The volume of paper flying around is not necessarily a guide to the amount of genuine interest. There is little cost and no penalty in asking for the outline documents and sending a few details. The pre-qualification process is simply a vetting device toprove a bidder's financial and managerial strength.

Bear in mind too that a large proportion of the interest may well be for just a handful of franchises. Chief among these is the Gatwick Express, which is the nearest thing on offer to a viable commercial operation that could stand on its own feet. Airlines have an obvious interest in owning the access route from London to the airport, if only to advertise themselves to captive passengers from other airlines.

The probability, however, is that a significant proportion of the interest shown is genuine. One reason is that the franchises are being sold by quasi-auction. Bidders will be competing, not on the price they must pay to the Government, but on the amountof subsidy they will accept to take the service off the Government's hands. The lower the subsidy, the better the chances of winning, as long as the operator has passed various tests of corporate acceptability.
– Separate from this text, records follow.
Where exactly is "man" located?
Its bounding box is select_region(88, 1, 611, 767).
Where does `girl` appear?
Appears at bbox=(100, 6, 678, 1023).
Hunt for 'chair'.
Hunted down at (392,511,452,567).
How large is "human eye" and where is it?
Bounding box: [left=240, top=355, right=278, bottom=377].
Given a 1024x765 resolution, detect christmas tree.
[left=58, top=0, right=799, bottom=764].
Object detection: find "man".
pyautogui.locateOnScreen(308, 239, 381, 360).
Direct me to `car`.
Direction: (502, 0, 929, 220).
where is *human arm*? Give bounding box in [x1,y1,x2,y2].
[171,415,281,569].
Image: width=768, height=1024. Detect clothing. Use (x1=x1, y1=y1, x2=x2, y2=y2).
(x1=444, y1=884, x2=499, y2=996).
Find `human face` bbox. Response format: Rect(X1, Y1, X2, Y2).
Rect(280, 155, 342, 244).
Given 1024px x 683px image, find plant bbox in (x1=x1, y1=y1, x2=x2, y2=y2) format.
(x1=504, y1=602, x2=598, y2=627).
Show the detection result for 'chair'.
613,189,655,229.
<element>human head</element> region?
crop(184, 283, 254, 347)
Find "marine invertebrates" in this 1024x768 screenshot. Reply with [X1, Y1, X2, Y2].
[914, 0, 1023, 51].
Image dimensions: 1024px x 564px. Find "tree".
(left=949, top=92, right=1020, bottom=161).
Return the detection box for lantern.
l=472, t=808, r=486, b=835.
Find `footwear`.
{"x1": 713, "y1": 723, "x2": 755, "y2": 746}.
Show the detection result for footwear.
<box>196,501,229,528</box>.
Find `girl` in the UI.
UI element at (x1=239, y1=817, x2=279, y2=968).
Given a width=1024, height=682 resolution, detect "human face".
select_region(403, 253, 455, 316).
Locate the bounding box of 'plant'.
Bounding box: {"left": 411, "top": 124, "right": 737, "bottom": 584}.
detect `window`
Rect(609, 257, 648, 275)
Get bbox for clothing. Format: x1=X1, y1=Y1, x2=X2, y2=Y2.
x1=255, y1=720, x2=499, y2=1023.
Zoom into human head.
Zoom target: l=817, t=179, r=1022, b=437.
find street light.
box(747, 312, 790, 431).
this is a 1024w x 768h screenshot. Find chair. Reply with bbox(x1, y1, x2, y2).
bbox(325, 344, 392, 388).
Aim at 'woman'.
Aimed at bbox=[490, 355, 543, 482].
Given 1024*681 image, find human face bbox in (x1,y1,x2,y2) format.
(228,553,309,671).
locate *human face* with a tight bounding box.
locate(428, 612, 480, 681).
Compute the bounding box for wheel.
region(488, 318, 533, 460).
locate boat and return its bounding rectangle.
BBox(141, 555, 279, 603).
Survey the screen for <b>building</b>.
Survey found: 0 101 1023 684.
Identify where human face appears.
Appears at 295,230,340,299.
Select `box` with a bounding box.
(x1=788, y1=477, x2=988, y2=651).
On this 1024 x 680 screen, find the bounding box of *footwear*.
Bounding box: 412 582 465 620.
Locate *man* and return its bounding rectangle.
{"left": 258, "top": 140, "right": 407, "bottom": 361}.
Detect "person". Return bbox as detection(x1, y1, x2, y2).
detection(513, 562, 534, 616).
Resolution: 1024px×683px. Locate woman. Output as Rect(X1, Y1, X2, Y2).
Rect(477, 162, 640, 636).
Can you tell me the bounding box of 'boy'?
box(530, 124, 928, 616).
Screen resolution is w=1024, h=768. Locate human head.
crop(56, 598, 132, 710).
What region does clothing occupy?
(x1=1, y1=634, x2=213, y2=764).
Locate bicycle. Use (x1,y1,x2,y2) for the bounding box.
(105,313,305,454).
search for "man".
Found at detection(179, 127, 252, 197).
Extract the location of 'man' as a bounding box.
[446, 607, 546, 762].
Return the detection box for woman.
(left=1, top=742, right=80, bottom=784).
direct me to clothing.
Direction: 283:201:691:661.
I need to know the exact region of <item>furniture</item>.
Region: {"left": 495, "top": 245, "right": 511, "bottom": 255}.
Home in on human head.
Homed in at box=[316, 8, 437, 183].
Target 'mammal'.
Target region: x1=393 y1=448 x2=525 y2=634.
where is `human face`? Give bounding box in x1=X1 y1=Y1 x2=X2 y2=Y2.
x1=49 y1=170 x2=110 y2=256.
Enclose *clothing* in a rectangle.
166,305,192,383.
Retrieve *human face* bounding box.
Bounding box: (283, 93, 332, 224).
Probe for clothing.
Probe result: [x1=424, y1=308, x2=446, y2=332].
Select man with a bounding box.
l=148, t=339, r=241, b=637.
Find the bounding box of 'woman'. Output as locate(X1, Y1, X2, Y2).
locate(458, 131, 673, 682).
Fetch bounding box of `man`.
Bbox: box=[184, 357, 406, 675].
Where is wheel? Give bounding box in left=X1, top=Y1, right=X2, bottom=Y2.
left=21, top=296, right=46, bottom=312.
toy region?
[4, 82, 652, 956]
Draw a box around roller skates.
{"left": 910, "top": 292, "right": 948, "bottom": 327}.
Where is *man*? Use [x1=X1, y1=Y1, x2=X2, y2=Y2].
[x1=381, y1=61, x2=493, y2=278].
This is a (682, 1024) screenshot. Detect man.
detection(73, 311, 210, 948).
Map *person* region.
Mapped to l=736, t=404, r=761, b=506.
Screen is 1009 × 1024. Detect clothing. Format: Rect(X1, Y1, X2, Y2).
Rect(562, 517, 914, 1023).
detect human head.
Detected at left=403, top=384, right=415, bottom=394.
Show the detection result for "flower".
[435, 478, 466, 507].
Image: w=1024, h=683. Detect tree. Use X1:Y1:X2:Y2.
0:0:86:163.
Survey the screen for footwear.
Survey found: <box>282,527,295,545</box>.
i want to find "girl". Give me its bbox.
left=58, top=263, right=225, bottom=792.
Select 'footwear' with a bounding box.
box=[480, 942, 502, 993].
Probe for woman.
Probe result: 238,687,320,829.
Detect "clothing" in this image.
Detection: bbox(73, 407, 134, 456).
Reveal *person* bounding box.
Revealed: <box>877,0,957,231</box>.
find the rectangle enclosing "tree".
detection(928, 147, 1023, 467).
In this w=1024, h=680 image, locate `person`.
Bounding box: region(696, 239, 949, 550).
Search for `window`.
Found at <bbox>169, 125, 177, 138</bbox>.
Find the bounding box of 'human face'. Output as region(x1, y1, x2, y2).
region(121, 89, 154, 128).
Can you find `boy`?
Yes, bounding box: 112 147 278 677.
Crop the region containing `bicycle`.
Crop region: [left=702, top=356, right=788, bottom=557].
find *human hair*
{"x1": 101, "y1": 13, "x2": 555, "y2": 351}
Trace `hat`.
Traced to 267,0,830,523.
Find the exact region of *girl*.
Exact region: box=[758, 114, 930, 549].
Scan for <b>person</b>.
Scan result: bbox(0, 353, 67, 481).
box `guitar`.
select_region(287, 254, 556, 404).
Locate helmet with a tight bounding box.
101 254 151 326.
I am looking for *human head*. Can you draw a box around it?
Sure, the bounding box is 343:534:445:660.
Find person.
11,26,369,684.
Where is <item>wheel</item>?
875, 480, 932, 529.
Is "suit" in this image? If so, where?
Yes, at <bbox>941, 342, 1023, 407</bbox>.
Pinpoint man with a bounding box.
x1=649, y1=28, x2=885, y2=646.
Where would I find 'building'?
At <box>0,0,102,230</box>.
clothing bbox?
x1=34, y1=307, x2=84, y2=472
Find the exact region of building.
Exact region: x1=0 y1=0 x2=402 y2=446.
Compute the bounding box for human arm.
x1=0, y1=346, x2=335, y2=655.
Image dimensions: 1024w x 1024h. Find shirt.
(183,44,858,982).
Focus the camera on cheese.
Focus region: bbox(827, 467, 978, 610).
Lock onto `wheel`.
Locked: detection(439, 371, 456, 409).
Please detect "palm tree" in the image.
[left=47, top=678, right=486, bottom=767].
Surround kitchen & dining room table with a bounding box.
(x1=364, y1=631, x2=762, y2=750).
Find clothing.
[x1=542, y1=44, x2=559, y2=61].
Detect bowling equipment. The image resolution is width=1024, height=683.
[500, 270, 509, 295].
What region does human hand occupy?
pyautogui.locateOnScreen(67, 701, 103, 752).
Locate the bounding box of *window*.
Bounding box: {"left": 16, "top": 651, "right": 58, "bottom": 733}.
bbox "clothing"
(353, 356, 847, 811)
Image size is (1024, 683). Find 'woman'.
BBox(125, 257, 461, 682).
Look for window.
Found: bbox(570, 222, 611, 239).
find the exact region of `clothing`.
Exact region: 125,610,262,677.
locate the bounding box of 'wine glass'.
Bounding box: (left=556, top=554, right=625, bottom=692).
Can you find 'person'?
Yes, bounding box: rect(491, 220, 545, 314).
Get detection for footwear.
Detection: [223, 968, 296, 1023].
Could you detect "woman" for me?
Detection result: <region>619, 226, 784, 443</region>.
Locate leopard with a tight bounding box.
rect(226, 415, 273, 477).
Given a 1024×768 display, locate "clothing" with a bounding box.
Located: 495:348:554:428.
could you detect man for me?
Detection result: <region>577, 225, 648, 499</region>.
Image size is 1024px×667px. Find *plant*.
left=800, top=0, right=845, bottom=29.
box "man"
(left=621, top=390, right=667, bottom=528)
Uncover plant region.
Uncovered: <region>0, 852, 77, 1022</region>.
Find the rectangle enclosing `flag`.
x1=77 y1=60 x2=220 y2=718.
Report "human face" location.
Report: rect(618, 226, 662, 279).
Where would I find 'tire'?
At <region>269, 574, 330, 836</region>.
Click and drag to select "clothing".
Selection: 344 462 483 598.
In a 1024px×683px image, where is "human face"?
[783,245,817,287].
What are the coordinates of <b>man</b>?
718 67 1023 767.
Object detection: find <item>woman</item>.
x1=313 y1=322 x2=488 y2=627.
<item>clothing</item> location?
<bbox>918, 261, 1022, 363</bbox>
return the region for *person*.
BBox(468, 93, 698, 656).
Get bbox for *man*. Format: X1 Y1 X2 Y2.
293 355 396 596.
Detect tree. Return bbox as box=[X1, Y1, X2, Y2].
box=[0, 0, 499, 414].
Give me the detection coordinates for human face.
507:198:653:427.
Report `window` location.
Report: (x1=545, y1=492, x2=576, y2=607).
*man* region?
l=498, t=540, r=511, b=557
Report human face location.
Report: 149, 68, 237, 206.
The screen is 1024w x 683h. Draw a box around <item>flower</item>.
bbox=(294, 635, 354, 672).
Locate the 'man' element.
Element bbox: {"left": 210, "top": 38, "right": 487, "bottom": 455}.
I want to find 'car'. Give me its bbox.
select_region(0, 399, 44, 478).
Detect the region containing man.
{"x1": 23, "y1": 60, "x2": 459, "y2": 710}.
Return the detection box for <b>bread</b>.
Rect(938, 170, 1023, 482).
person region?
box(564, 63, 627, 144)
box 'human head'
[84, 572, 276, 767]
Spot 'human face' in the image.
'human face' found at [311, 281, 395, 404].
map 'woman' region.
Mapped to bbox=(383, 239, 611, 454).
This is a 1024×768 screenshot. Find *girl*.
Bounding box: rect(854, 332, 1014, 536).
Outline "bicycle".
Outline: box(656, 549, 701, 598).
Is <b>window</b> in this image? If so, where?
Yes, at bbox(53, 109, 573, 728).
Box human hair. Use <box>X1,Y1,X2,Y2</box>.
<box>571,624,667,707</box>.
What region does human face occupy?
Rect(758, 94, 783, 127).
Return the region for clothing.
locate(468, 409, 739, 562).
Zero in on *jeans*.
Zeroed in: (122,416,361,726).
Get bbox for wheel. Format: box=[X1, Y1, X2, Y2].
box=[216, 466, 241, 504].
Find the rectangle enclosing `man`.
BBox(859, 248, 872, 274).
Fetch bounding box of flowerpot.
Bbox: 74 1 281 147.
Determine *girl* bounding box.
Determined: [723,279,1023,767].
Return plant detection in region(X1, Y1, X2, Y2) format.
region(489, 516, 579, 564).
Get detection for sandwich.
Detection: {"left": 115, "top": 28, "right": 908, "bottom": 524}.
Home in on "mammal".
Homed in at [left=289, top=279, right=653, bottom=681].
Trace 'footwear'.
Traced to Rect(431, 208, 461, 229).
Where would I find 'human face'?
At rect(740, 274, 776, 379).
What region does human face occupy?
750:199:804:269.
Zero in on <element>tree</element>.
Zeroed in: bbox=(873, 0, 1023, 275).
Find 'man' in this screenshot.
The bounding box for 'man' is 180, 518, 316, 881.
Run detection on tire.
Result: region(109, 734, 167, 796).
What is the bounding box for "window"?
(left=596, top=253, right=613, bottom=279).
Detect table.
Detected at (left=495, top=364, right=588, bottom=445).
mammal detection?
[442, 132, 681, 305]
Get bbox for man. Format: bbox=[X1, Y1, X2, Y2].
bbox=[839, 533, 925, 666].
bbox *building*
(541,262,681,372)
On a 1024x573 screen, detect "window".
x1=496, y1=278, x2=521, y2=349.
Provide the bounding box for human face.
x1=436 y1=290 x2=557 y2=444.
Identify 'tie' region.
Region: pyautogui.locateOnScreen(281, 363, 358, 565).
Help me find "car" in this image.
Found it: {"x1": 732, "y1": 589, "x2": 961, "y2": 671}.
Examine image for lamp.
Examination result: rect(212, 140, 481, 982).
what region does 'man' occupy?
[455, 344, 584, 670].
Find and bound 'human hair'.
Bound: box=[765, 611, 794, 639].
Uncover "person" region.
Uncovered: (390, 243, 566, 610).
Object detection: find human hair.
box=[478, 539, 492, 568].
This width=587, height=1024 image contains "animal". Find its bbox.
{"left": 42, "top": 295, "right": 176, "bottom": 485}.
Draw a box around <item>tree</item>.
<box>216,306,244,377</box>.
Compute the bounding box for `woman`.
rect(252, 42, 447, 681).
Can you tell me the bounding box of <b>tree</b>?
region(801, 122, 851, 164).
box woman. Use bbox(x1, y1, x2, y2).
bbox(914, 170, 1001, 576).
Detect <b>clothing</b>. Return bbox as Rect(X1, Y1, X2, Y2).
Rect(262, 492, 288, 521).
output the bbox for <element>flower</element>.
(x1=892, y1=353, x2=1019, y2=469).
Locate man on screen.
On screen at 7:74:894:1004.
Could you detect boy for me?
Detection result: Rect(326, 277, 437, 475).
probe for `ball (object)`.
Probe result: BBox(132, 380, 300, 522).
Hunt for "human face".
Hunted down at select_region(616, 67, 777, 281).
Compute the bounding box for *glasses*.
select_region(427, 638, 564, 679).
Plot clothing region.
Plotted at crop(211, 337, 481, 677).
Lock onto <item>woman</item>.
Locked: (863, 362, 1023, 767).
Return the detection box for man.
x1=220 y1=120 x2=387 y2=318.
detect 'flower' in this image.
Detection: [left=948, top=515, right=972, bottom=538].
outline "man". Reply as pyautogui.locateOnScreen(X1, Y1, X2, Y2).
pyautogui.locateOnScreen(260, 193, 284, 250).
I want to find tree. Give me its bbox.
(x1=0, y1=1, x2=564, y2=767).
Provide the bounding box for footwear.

So at some as yet unclear level of subsidy, it will be possible to make a sensible bid for any of the first batch of franchises, once track access charges, the leasing arrangements and other details are clear.

The second is that the capital investment required is negligible, since the tracks belong to Railtrack and the rolling stock will be leased. If the franchise goes wrong, the operators may be bled dry, but it will be by drip-feed rather than in in one fell swoop.

Having negotiated the subsidy level, the main risk that remains is whether the franchise company can control costs and run the service in a way that keeps the passengers using it. A large part of the costs will be outside the operators' control. But anyone who knows anything about making services user-friendly - and thinks, heretically, that trains should be run for the convenience of travellers, not for railwaymen or bureaucrats - should have scope to make a decent living.